An ongoing Office of Juvenile
Justice and Delinquency Prevention study
tracked youths in Rochester, New York, from 7th grade to 12th grade. Of the
youths who owned guns lawfully in the 7th and 8th grade — that is, who
obtained a gun from a parent — not
one committed a firearm-related crime over the five-year study period.
Children given guns, and
provided the education to handle them responsibly and with respect, were the
most non-violent of all groups studied. These gun-owning youths were
significantly less violent than teenagers who do not own guns, according to the
Rochester data.
Raising children who are
productive and respectful members of society takes time, requires good
parenting, and necessitates educators who are willing to teach our children how
to make the best real-life decisions based on fact — not on wishful thinking.

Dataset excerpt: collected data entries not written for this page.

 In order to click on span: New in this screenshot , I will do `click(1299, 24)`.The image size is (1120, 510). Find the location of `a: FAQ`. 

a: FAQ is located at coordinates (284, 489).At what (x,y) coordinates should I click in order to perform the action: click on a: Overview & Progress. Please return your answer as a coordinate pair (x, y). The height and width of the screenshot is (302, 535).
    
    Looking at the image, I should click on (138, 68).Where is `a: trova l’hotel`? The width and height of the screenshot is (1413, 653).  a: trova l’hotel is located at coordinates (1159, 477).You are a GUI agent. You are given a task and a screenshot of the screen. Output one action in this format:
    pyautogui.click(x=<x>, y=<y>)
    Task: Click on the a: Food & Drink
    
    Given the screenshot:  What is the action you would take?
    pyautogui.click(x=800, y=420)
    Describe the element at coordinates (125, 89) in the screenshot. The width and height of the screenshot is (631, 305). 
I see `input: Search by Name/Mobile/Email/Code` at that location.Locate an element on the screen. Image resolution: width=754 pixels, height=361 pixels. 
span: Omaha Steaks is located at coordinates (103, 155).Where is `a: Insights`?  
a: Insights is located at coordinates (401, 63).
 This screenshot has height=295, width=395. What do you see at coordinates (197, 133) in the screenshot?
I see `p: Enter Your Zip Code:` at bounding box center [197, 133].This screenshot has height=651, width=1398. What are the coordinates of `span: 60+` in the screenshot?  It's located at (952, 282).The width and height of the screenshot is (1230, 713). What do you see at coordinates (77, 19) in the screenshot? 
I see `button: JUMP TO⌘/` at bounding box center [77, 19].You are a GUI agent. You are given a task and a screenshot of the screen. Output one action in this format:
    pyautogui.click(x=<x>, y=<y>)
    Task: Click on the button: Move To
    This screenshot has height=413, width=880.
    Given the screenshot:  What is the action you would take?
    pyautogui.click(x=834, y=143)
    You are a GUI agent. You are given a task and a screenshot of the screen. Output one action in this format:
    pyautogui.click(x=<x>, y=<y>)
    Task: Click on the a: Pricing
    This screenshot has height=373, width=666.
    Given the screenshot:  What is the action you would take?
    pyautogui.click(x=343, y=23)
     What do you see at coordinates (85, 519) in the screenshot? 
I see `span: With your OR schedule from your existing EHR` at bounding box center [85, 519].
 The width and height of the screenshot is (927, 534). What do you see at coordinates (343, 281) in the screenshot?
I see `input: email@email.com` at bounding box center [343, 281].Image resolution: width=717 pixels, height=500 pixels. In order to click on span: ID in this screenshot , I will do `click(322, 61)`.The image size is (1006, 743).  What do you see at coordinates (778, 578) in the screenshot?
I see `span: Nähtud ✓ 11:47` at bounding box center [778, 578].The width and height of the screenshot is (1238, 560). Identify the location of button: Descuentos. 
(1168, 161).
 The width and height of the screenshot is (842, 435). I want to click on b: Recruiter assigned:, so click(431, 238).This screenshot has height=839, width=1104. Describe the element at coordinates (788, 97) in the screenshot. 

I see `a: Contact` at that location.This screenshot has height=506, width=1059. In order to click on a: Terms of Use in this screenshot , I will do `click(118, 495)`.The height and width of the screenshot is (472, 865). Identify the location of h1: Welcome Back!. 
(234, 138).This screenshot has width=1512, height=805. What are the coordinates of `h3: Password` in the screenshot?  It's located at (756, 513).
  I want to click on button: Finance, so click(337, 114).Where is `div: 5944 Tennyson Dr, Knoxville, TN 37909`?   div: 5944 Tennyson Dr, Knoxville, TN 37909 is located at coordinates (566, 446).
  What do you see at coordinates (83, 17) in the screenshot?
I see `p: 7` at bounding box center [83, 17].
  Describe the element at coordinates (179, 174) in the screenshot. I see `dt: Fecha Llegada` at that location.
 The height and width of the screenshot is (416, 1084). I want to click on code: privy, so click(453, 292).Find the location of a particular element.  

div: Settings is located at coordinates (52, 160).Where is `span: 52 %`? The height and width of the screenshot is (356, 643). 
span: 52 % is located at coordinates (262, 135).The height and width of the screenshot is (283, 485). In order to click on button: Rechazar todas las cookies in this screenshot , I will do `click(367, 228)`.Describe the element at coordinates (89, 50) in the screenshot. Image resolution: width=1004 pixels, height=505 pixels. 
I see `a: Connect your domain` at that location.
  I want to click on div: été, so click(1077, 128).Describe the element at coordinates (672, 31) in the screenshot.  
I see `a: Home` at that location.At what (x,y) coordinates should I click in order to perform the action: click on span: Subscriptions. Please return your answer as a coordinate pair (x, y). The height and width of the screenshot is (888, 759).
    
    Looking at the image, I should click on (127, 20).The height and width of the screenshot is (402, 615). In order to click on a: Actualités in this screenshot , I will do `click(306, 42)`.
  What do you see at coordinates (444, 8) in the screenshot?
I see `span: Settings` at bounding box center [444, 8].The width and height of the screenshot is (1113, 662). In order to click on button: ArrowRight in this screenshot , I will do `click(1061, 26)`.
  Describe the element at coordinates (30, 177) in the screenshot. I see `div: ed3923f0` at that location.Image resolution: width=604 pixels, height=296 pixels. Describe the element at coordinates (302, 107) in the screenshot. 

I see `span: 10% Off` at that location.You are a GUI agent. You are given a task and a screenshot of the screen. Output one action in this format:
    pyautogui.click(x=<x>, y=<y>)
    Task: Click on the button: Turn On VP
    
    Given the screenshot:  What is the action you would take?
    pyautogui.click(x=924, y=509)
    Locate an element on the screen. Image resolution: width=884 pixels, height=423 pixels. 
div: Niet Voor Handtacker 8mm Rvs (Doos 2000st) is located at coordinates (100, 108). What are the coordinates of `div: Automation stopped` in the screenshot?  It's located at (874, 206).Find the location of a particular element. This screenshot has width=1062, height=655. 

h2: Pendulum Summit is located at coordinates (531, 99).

One reason the sport-shooting Rochester youths grew up so well is that they had
parents who were involved in their lives in many ways; sharing participation in
the shooting sports was just one way in which the parents chose to make a
constructive difference.
In 1907, Dr.
Maria Montessori began a revolution in early childhood education when she
opened her Casa Dei Bambini school in the slums of Rome. She, too, hoped that
the right school environment would guide children into growing into non-violent
adults. Montessori education is founded on respect for the child, and on valuing
the child for his own sake, rather than for his utility to the adult world.
This is just the opposite of
today's mean-spirited "zero tolerance" expulsions and suspensions, in
which children are sacrificed to the neuroses and foolish obsessions of adults.